Like I Was Saying...
Right now, I'm obsessed with the mid-terms.
God, I love politics. I love elections and love scouring through early returns. I love scrolling through the news.
I found this one guy on Twitter that's breaking down the early voting numbers every day here in Texas. It's just fun to watch the ebb and flow of it all. (Yes, I'm back on Twitter)
I forget how we followed elections before Twitter and the twenty-four news cycle. The newspaper? We had to wait that long.
Today I want to talk about something that's come up a couple of times: the youth vote.
Oy! The Youth Vote.
Look, I've been following politics since I was a kid. Politics was a common topic at my house. My parents were precinct chairs for the Republican Party in our neighborhood.
So I grew up around it.
I turned eighteen in '95, so my first major election would've been the '96 election when Clinton beat Dole. I would've been a sophomore in college when the election rolled around. I want to say I was registered, but I'm not too sure. Maybe I did when I got my Driver's License when I was eighteen. But, again, I'm not sure.
In the fall of my sophomore year, I was knee-deep in college life in the Panhandle of Texas. Maybe there was some talk about the election, but it didn't pique my interest.
My theory is that I was in this self-absorbed bubble, that really, I didn't care what much of the world was doing at the time.
It wasn't till I left that bubble that I became keenly aware that there was life outside that bubble and who was running things effected me.
My first vote came to re-elect Bush in 1998 for the Governor of Texas. I was a big fan of George H.W. Bush since he'd been Regan's VP and he was a Republican. I'd always aligned more with Republicans anyways.
I want to say it was in the run-up to the 2012 election that Republicans went after the Youth vote. I seem to remember them making a big deal of trying to reach out to the youth to beat Barrack Obama.
The talk back then from the Republican Party was that the youth vote was going storm the polls to deliver Romney the presidency, and guess what?
They didn't show up. Instead, they averaged out as they usually do. Not that Romney had any hope of beating Obama. If nothing else, Obama was a brilliant campaigner and had the backing of the Mainstream Media.
I want to say Republicans learned their lesson after that election. It's like the conventional thinking was if the youth show up fine, but we're not going to bank on 'em to vote.
The Democrats seem to have never learned that lesson. It didn't help them in 2016, and it did increase some in 2020, but it still wasn't anything to write home about. 2020 is screwed because of COVID.
The thing is, in our current Governor's race, O'Rourke has banked a lot in the youth vote by doing a barnstorming tour of a whole bunch of college campuses. Good for him.
But I did see one picture taken by a frustrated O'Rourke reporter showing this long line to take a picture of him, but juxtaposing it was a picture of the empty voting line.
And that about sums it up for the youth vote.
If I ever were to run for public office, God love the youth, but I'm not sure I'd count on them to win me an election because I was where they were a long time ago and was putting off adulting as long as I could.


### Requirement
When you reproduce the data, keep every word exactly as it stands and leave the pictures out.

### Records for this exercise
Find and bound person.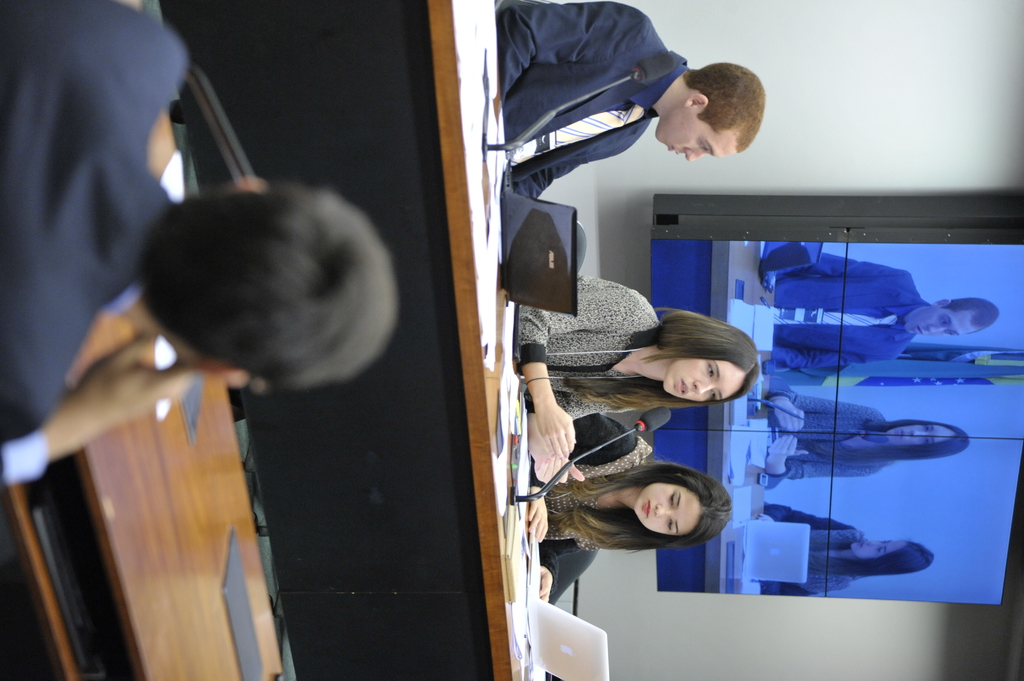
Bound: <region>20, 168, 329, 637</region>.
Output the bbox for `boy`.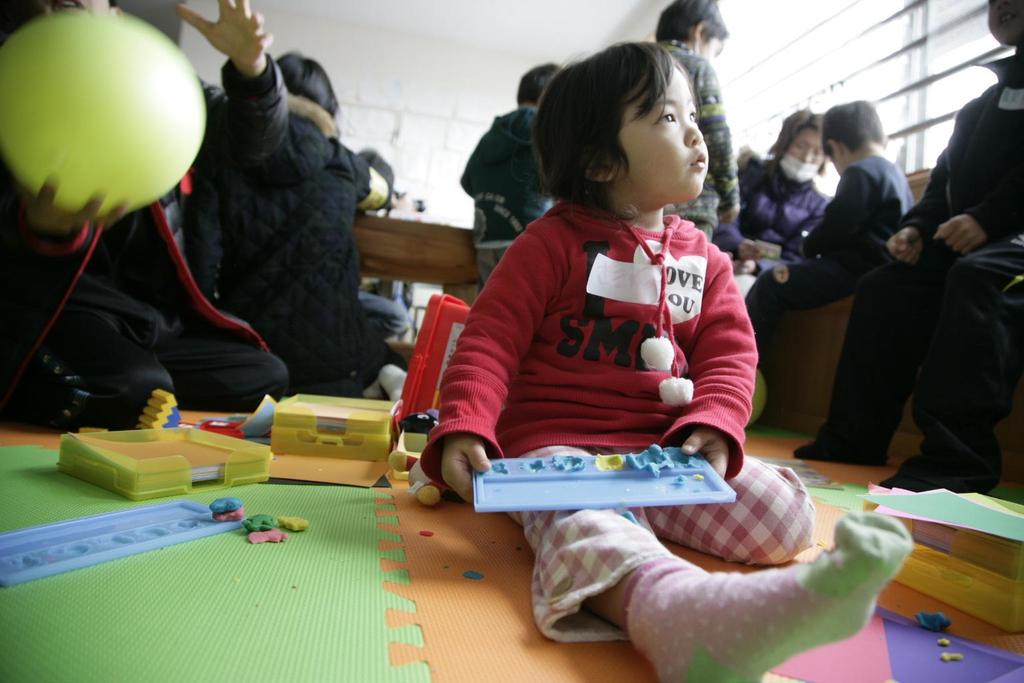
bbox=[743, 103, 919, 376].
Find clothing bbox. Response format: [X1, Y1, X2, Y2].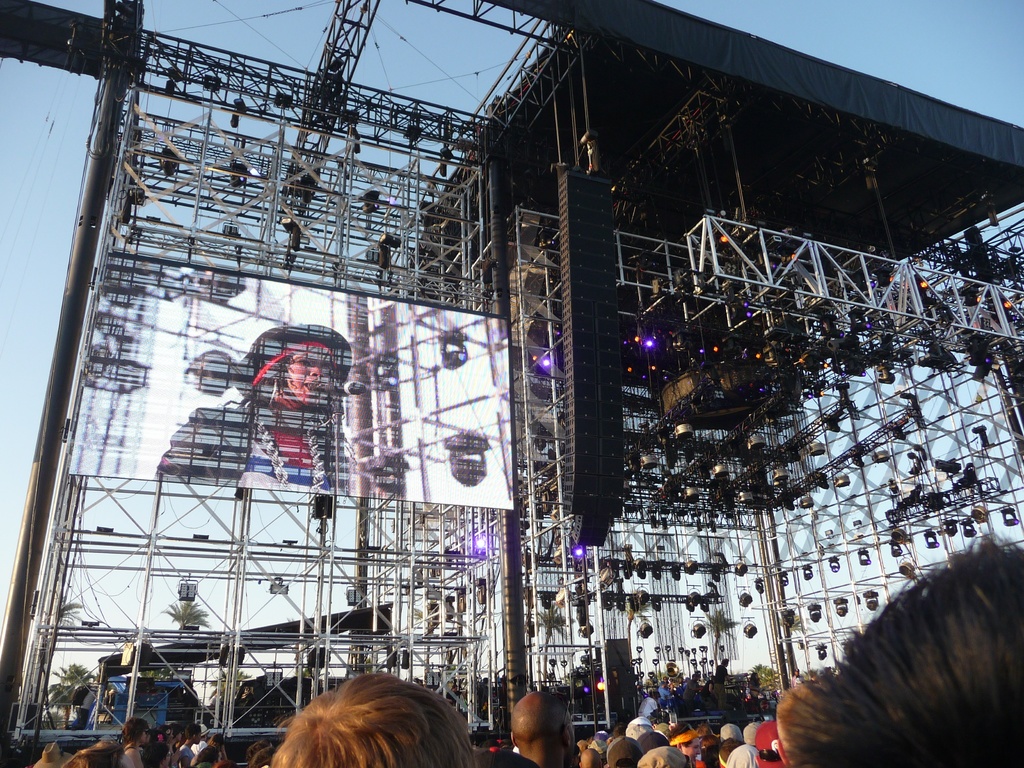
[157, 393, 351, 491].
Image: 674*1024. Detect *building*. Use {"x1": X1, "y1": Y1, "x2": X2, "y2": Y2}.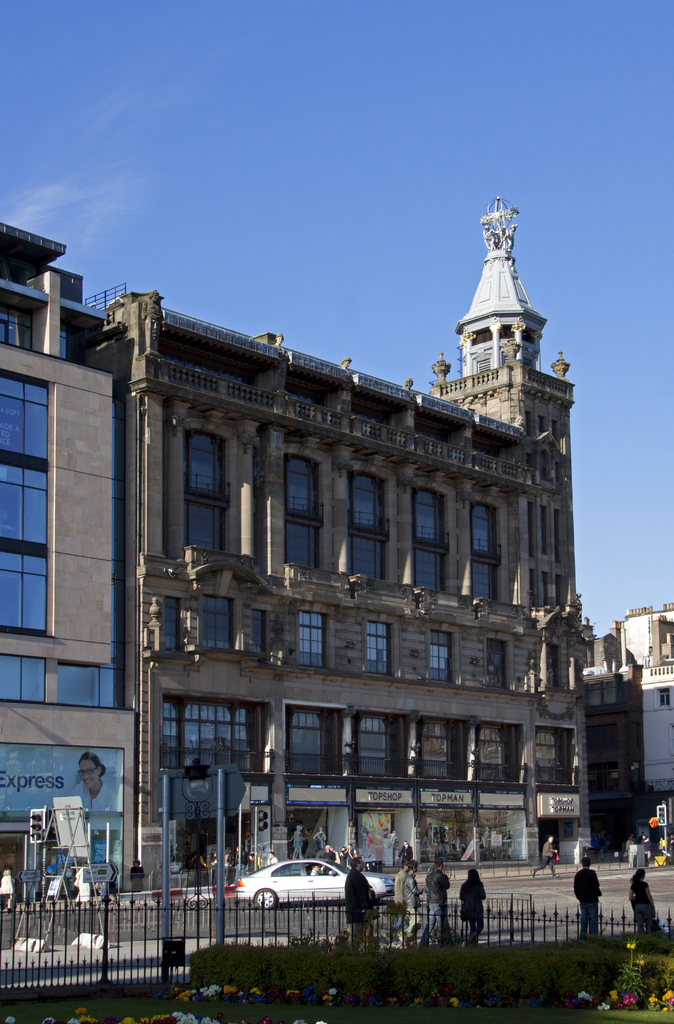
{"x1": 584, "y1": 603, "x2": 673, "y2": 844}.
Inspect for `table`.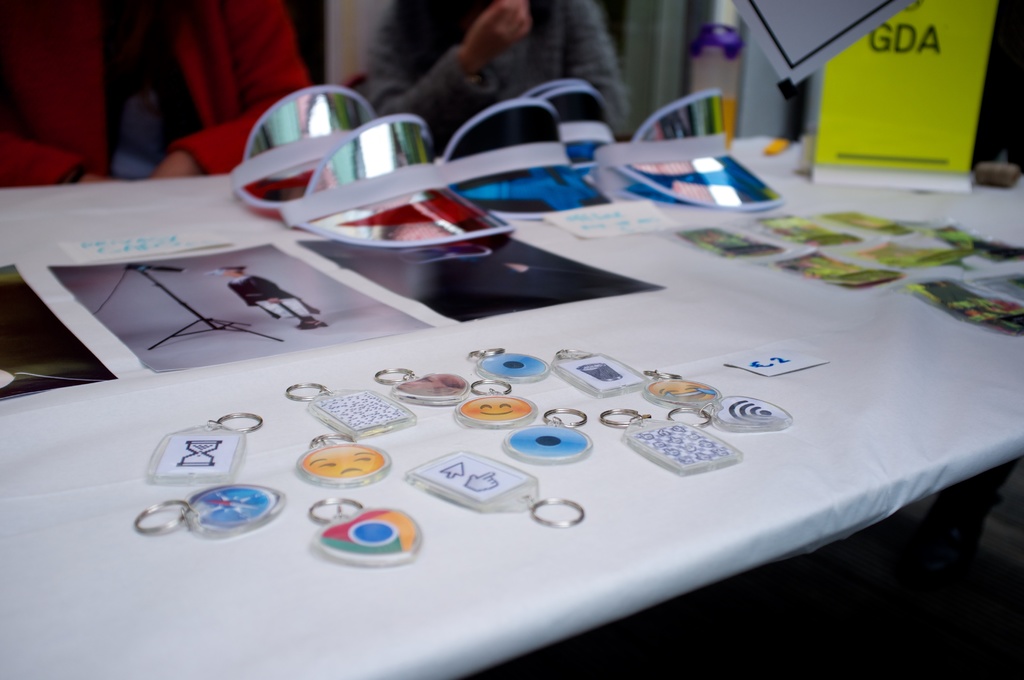
Inspection: left=0, top=131, right=1023, bottom=679.
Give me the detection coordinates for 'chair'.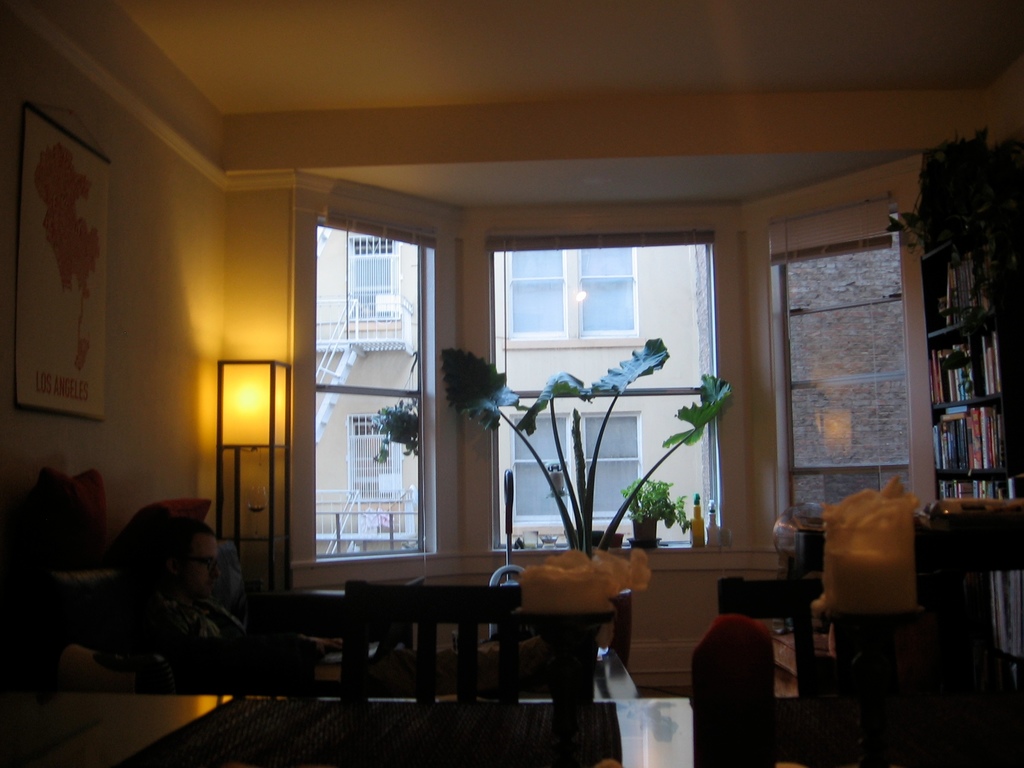
left=710, top=574, right=814, bottom=698.
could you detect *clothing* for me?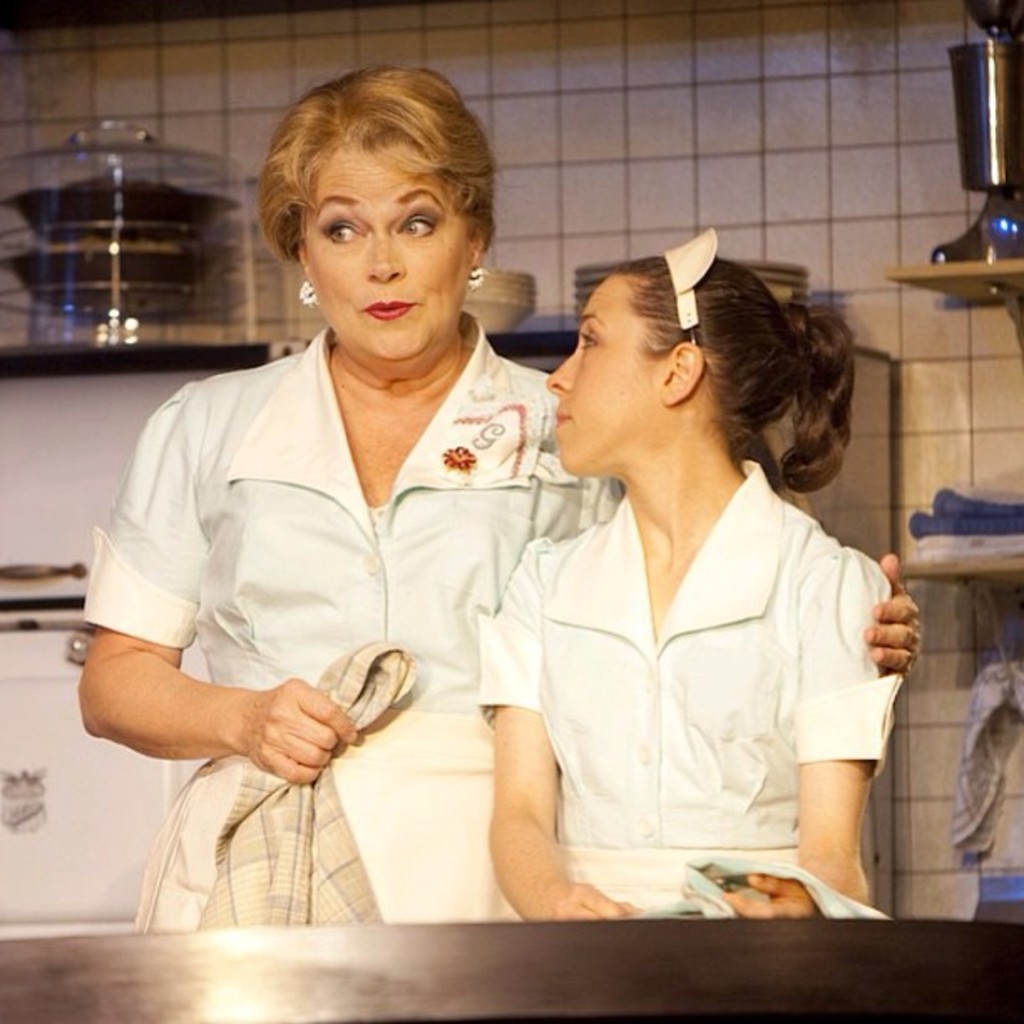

### Answer to this problem
Find and bound person.
Bound: <region>20, 168, 329, 637</region>.
Output the bbox for `boy`.
bbox=[743, 103, 919, 376].
Find clothing bbox. Response format: [X1, Y1, X2, Y2].
[157, 393, 351, 491].
Image: 674*1024. Detect *building*. Use {"x1": X1, "y1": Y1, "x2": X2, "y2": Y2}.
{"x1": 584, "y1": 603, "x2": 673, "y2": 844}.
Inspect for `table`.
Inspection: left=0, top=131, right=1023, bottom=679.
Give me the detection coordinates for 'chair'.
left=710, top=574, right=814, bottom=698.
could you detect *clothing* for me?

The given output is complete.